J.Lo was muttering to himself in Boovish. “Five minutes!” he told me, never looking up from the booth.

I walked down the length of the tunnel away from him, until I came to an elbow and a ladder leading back up. I suddenly had a weird feeling I’d never left Florida, and the ladder would open onto the Broadway of Happy Mouse Kingdom all over again.

I started up the ladder, and the pipe soon got narrower and darker around me. But above me, way high above me, there was a little square of moonlight.

“Someday soon,” I told myself, “Mom’s gonna ask what I did all this time on my own, and I’m gonna say, ‘Climbed ladders.’”

I had that feeling of déjà vu again when I realized I’d been climbing too long—that I’d passed the ground and kept going. I must be in the water tower, I thought. I must be getting close to the tank. The pipe brightened, and I looked up at wire mesh stretched over a hatch above me. Moonlight filtered in, I supposed from the big hole in the side of the tank where the Chief claimed his papier-mâché saucer had crashed. I pushed up the hatch and poked my head through to get a look at things.

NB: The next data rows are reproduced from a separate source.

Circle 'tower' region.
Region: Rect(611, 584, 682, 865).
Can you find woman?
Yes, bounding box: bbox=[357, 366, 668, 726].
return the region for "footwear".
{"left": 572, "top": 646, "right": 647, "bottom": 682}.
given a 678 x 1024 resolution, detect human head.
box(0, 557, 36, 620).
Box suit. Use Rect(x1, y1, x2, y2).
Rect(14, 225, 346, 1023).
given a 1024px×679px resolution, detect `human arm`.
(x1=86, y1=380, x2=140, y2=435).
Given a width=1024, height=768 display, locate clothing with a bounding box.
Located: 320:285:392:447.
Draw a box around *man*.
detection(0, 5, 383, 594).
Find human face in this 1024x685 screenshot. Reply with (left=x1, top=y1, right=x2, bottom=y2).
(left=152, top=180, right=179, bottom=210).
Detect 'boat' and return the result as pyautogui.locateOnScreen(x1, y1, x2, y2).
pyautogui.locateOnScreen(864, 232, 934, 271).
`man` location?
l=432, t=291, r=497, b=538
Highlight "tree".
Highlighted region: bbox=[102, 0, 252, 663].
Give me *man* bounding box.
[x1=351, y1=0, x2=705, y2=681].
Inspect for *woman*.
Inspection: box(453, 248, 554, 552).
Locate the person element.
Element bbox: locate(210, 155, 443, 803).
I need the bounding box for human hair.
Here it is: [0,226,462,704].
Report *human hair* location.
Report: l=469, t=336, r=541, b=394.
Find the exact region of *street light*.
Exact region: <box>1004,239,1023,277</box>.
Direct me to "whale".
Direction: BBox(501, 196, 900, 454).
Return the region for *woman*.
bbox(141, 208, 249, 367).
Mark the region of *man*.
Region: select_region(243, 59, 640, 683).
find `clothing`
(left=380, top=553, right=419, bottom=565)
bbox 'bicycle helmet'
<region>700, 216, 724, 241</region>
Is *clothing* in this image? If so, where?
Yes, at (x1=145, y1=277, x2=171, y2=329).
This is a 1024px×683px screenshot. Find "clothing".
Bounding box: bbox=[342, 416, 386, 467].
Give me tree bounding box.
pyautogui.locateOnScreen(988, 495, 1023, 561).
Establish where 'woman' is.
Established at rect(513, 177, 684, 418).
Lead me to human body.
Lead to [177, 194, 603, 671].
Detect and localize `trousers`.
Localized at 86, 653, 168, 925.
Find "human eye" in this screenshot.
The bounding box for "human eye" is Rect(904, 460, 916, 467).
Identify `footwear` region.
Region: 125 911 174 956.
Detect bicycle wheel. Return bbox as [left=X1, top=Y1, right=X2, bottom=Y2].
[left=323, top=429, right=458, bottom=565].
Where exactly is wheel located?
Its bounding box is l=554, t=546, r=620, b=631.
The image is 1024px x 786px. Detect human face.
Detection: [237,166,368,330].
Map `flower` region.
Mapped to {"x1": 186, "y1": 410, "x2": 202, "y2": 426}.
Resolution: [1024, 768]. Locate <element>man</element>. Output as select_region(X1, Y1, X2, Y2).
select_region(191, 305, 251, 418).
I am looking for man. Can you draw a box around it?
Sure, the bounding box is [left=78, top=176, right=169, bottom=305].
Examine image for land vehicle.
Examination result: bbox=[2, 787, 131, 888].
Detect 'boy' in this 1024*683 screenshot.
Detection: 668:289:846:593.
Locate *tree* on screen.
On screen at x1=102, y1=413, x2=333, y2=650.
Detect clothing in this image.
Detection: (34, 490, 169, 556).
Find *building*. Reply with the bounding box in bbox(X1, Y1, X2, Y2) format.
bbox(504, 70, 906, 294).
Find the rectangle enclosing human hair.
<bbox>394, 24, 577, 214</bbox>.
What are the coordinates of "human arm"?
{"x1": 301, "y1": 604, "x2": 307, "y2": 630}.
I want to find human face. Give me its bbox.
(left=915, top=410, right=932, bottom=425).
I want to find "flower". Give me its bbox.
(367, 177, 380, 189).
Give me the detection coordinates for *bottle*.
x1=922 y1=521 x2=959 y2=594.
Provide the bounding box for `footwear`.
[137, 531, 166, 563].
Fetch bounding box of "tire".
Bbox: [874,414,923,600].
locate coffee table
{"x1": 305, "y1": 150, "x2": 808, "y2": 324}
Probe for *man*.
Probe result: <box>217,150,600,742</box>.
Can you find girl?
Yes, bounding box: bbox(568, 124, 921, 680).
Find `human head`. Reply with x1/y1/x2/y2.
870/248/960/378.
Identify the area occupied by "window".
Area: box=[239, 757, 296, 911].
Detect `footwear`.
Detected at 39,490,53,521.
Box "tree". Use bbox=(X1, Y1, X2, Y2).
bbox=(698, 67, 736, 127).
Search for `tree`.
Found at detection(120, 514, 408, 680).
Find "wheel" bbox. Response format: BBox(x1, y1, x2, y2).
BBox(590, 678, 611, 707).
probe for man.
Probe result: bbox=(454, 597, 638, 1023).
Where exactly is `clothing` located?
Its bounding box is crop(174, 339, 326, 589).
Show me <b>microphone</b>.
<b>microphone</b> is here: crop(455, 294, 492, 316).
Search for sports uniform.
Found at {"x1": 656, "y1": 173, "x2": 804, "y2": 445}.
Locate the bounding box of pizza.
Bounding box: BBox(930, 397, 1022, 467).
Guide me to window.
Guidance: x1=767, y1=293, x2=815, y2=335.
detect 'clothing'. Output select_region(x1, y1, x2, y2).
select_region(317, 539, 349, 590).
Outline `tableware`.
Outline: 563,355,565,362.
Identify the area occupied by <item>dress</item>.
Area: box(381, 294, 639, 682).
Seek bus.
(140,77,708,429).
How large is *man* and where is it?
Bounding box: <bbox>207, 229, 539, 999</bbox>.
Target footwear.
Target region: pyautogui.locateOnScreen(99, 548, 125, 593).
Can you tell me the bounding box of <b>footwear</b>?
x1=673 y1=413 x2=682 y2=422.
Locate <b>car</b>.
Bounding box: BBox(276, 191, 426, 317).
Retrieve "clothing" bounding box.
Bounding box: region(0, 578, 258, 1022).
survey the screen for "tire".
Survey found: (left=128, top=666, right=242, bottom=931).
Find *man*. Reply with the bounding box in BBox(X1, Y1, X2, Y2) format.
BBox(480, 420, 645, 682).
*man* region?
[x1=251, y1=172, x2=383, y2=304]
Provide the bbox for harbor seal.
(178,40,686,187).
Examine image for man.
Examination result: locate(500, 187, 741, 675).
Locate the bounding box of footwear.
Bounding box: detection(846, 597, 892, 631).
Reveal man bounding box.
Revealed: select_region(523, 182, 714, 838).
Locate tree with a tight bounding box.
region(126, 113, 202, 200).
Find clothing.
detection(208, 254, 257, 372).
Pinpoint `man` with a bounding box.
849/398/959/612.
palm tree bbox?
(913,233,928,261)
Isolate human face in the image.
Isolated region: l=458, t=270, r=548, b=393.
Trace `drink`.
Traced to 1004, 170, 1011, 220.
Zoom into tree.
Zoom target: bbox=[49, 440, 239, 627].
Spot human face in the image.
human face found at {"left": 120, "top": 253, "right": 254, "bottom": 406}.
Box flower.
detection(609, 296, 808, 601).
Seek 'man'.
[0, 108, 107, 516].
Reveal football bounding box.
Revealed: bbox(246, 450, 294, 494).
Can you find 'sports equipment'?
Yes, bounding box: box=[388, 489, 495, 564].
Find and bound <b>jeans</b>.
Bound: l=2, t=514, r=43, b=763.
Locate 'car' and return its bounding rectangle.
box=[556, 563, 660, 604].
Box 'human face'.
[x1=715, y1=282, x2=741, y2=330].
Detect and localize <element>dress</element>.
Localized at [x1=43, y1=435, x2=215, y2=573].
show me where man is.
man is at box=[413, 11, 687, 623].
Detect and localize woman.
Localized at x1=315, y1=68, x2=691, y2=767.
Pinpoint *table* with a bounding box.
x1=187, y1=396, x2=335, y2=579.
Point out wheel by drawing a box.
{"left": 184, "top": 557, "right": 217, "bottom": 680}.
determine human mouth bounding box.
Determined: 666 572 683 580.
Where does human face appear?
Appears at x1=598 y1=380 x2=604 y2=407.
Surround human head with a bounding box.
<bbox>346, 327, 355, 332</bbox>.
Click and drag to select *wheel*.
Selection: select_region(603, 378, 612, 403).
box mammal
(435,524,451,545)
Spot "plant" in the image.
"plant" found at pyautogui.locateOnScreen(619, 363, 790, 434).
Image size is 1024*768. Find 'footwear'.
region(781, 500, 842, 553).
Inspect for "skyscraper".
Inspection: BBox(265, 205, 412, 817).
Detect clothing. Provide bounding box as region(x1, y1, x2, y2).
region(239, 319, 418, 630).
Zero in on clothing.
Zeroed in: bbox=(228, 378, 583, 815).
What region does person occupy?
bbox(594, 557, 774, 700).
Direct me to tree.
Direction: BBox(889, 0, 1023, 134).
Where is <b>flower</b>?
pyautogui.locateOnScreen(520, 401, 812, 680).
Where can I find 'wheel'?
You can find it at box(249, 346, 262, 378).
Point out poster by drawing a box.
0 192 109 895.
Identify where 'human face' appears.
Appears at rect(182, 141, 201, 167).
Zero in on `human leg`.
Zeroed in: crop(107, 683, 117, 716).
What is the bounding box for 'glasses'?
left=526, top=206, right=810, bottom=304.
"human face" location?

“Oh,” I said. “You have got to be kidding me.”

“No pushing!” said J.Lo. “I am no so good with ladders.”

“Really? You think?”

“You could have just to told me what. Instead of all this climbing.”

“Almost there,” I said.

J.Lo popped up his helmet and used it to push against the mesh hatch in the floor of the water tank as he climbed. The helmet snapped back.

“Koobish!”

He scrambled up into the big cylindrical room and rushed over to the larger of the two animals.

“Naaaa-aa-aa-a-a-aa-aaah!” said the koobish.

“Maa’apla nah!” said J.Lo.

“I thought they might be koobish,” I said. “They look just like one of your drawings.”

They were four-legged, with wiry hair in tight little curls. Their feet were round and made pock-pock noises when they walked. The smaller koobish came up to J.Lo, and he took a bite out of its ear.